Mabee’s research grant was paired with a collaborative award of $1,305,788 to the University of North Carolina, bringing the total NSF award for their combined effort to $3,123,455. It is the first research of its kind to link together the very well-known genetic databases for zebrafish, mice and frogs with the comparative anatomical data from all vertebrates, including fossil dinosaurs. The project further develops ontology-driven tools for machine reasoning over large volumes of phenotype data. Ontologies are structured, controlled vocabularies that can be applied to collections of descriptive data to permit logical reasoning to be used. Human-readable descriptions of anatomy and behavior have not previously been well-suited to computational analysis. Yet, in evolutionary biology, genetics and development, computational assistance is necessary to discover patterns within the enormous volumes of descriptive phenotype data that are being reported in databases.
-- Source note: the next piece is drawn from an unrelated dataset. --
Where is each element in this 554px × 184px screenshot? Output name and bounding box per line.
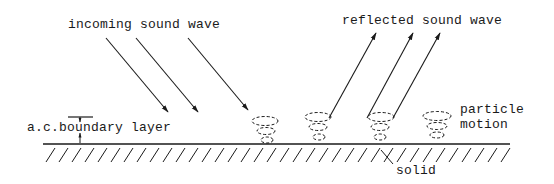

Mabee’s research will use the evolutionary transition from fins to limbs as a test system, and her project will develop ontologically-aware software that allows users to discover similar sets of phenotypes for different taxa or mutant genes within large and diverse datasets. The research discoveries will be especially interesting and useful to evolutionary biologists and geneticists as they will be able to understand what genes are responsible for evolutionary changes, for example posture changes from primates to humans, very quickly.

Mabee’s current research project builds from a previous project that was funded by a four-year grant from the National Science Foundation. Her work is additionally supported by a NSF Research Coordination Network grant that was awarded in October 2010 ($500,000 over five years). Mabee is the lead in creating an international consortium of researchers to find ways to utilize computers to reason across phenotypic data. Until this research, no standards were available to create common ways to represent this type of data for computers. Today, more than 300 researchers from over 15 countries have joined the consortium with workshops engaging top level companies such as Google that may be interested in this computational process of data sharing.
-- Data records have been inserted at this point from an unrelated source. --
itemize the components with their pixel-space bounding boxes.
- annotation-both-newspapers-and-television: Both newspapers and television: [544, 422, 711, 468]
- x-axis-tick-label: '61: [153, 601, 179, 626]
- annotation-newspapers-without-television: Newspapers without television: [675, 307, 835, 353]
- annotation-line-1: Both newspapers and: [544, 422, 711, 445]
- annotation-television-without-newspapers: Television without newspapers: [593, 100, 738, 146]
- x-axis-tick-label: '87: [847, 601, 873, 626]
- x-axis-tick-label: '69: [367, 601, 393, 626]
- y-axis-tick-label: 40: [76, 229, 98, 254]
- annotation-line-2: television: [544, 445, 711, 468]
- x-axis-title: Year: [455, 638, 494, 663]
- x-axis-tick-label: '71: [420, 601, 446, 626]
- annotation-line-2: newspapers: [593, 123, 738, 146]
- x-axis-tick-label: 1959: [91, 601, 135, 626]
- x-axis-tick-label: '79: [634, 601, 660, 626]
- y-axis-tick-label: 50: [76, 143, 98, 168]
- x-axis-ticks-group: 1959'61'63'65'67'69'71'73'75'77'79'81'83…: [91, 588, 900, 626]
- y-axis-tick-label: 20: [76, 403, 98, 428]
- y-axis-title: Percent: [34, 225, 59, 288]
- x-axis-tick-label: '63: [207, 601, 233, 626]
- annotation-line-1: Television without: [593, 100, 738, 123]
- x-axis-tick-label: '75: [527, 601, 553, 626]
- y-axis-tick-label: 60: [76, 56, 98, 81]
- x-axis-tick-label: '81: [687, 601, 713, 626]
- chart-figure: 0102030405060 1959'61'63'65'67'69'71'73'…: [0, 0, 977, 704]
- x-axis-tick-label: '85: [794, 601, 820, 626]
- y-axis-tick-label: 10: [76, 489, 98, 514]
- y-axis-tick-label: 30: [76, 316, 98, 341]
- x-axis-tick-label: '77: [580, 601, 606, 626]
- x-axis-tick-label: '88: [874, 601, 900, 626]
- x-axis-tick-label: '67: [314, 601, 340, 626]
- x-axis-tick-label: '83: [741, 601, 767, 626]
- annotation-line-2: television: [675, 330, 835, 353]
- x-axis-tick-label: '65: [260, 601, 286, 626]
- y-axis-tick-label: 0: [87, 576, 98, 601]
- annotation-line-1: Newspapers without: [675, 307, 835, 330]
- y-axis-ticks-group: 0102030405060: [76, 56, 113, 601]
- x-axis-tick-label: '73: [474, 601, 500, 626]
“The current research projects are expected to yield information that will be of immediate and enduring value to the greater biology community,” said Mabee. “Tools for streamlining data curation and performing large-scale semantic similarity searches, high quality vertebrate taxonomy and anatomy ontologies, and standards for reasoning over homology are the overall goals of this project.”

“Dr. Mabee is an exceptional research scientist and an outstanding leader of the collaborative science that is the future of innovation,” said Dr. Laura Jenski, Vice President for Research at USD. “This computational biological research has the potential to revolutionize the way researchers share evolutionary and genetic data, allowing research to build quickly from previous discoveries.”

A photo of Mabee is available for download at www.usd.edu/press/news/images/releases/Paula_Mabee.jpg.